Willi Klinger, managing director of the Austrian Wine Marketing Board (AWMB), quipped that with all the possible global wine shortages due to natural disasters such as forest fires, droughts, that maybe Austria could step up.
Klinger was in London on Monday (February 5) for the annual tasting at the Institute of Directors. He recounted that the 2016 vintage had been hit severely by early frosts but that 2017 had “escaped (a similar) catastrophe by 1°C”.
The big vintage would allow Austrian wines to be more competitive, particularly at lower, entry level price points which are important in Austria’s largest export market, Germany.
Klinger went on to outline some of the AWMB initiatives including vineyard mapping, the ‘Ried’ single vineyard and Ortswein, regional/commune designations. He described the identifying single vineyards as a “tough process”, calling Austria the “Burgundy of the Alps”.
Sceptical of designations and labeling becoming too complicated for wine drinkers, Klinger said this was born out of a desire from producers to be more respectful of terriors, he added: “The world itself is becoming more and more complicated.
"Austria could drink all the wine it produces but basically it imports approximately a third of the wine its population drinks and exports about a third of all the wine it makes."
He said back in 1983 the average price for a bottle of Austrian wine was 83 cents (€0.83). It is now €3, with Germany being €1.80 and the UK around €4.50.
On China, Klinger said the country was predominately a red wine market (85%) whereas Austria is two-thirds white. But he said that the “Austrian red wine revolution” now meant producers were making good quality reds, using modern techniques, mainly from its Blaufränkisch and Zwigelt indigenous varieties.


Please count the lines in the data below that hold "ellipsis" and answer with the number by itself.

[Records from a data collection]
---------------
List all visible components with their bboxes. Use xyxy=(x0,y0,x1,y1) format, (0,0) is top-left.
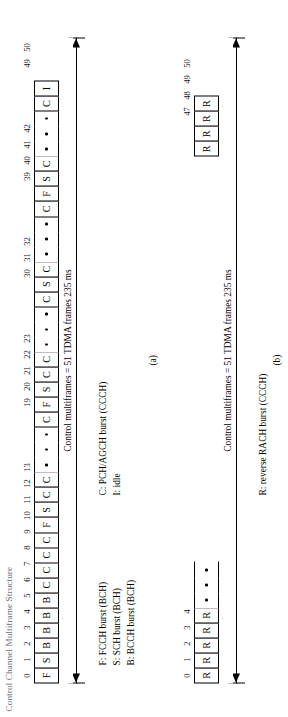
burst-cell: S xyxy=(34,501,59,517)
burst-cell: C xyxy=(34,546,59,562)
index-label: 21 xyxy=(22,362,32,378)
burst-cell: B xyxy=(34,637,59,653)
spacer-cell xyxy=(194,261,219,277)
index-label: 3 xyxy=(182,619,192,635)
index-label: 49 xyxy=(182,71,192,87)
spacer-cell xyxy=(194,291,219,307)
index-label: 42 xyxy=(22,120,32,136)
spacer-cell xyxy=(194,306,219,322)
burst-cell: C xyxy=(34,531,59,547)
burst-cell: C xyxy=(34,366,59,382)
ellipsis-cell xyxy=(34,441,59,457)
index-label: 0 xyxy=(182,667,192,683)
index-label: 23 xyxy=(22,330,32,346)
index-label: 12 xyxy=(22,475,32,491)
burst-cell: C xyxy=(34,155,59,171)
figure-title: Control Channel Multiframe Structure xyxy=(4,566,14,711)
spacer-cell xyxy=(194,366,219,382)
burst-cell: R xyxy=(194,125,219,141)
spacer-cell xyxy=(194,246,219,262)
spacer-cell xyxy=(194,155,219,171)
panel-a-span-label: Control multiframes = 51 TDMA frames 235… xyxy=(63,265,73,455)
index-label: 32 xyxy=(22,233,32,249)
index-label: 8 xyxy=(22,539,32,555)
index-label: 13 xyxy=(22,459,32,475)
burst-cell: C xyxy=(34,561,59,577)
spacer-cell xyxy=(194,546,219,562)
index-label: 3 xyxy=(22,619,32,635)
index-label: 48 xyxy=(182,87,192,103)
index-label: 19 xyxy=(22,394,32,410)
index-label: 5 xyxy=(22,587,32,603)
spacer-cell xyxy=(194,215,219,231)
index-label: 11 xyxy=(22,491,32,507)
spacer-cell xyxy=(194,351,219,367)
index-label: 7 xyxy=(22,555,32,571)
panel-b-span-arrow: Control multiframes = 51 TDMA frames 235… xyxy=(226,37,248,683)
index-label: 20 xyxy=(22,378,32,394)
panel-b-frame-chain: RRRRRRRRR xyxy=(194,96,219,683)
burst-cell: R xyxy=(194,637,219,653)
burst-cell: R xyxy=(194,667,219,683)
index-label: 49 xyxy=(22,55,32,71)
spacer-cell xyxy=(194,501,219,517)
burst-cell: C xyxy=(34,471,59,487)
panel-a-legend-right: C: PCH/AGCH burst (CCCH) I: idle xyxy=(96,381,124,495)
spacer-cell xyxy=(194,516,219,532)
spacer-cell xyxy=(194,230,219,246)
panel-b-sublabel: (b) xyxy=(272,354,282,365)
burst-cell: C xyxy=(34,291,59,307)
spacer-cell xyxy=(194,200,219,216)
index-label: 6 xyxy=(22,571,32,587)
burst-cell: R xyxy=(194,652,219,668)
spacer-cell xyxy=(194,441,219,457)
panel-a-sublabel: (a) xyxy=(148,355,158,365)
spacer-cell xyxy=(194,456,219,472)
index-label: 1 xyxy=(22,651,32,667)
ellipsis-cell xyxy=(34,140,59,156)
index-label: 50 xyxy=(182,55,192,71)
index-label: 0 xyxy=(22,667,32,683)
index-label: 2 xyxy=(22,635,32,651)
index-label: 39 xyxy=(22,168,32,184)
spacer-cell xyxy=(194,185,219,201)
burst-cell: S xyxy=(34,381,59,397)
ellipsis-cell xyxy=(34,110,59,126)
spacer-cell xyxy=(194,321,219,337)
index-label: 31 xyxy=(22,249,32,265)
panel-b-index-row: 0 1 2 3 4 47 48 49 50 xyxy=(182,0,193,717)
burst-cell: C xyxy=(34,351,59,367)
index-label: 22 xyxy=(22,346,32,362)
spacer-cell xyxy=(194,426,219,442)
burst-cell: S xyxy=(34,652,59,668)
ellipsis-cell xyxy=(34,246,59,262)
burst-cell: R xyxy=(194,622,219,638)
burst-cell: R xyxy=(194,110,219,126)
index-label: 50 xyxy=(22,39,32,55)
panel-b-legend-left: R: reverse RACH burst (CCCH) xyxy=(256,373,270,495)
spacer-cell xyxy=(194,531,219,547)
panel-a-legend-left: F: FCCH burst (BCH) S: SCH burst (BCH) B… xyxy=(96,579,139,665)
spacer-cell xyxy=(194,170,219,186)
ellipsis-cell xyxy=(194,592,219,608)
burst-cell: C xyxy=(34,411,59,427)
ellipsis-cell xyxy=(194,561,219,577)
burst-cell: F xyxy=(34,516,59,532)
spacer-cell xyxy=(194,336,219,352)
burst-cell: C xyxy=(34,95,59,111)
burst-cell: R xyxy=(194,607,219,623)
index-label: 41 xyxy=(22,136,32,152)
burst-cell: B xyxy=(34,607,59,623)
burst-cell: R xyxy=(194,95,219,111)
burst-cell: C xyxy=(34,261,59,277)
index-label: 4 xyxy=(22,603,32,619)
panel-a-index-row: 0 1 2 3 4 5 6 7 8 9 10 11 12 13 19 20 21… xyxy=(22,0,33,717)
spacer-cell xyxy=(194,276,219,292)
burst-cell: I xyxy=(34,80,59,96)
panel-b-span-label: Control multiframes = 51 TDMA frames 235… xyxy=(223,265,233,455)
ellipsis-cell xyxy=(34,426,59,442)
ellipsis-cell xyxy=(34,215,59,231)
ellipsis-cell xyxy=(34,125,59,141)
burst-cell: F xyxy=(34,667,59,683)
ellipsis-cell xyxy=(194,577,219,593)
---------------
Answer to the exercise
10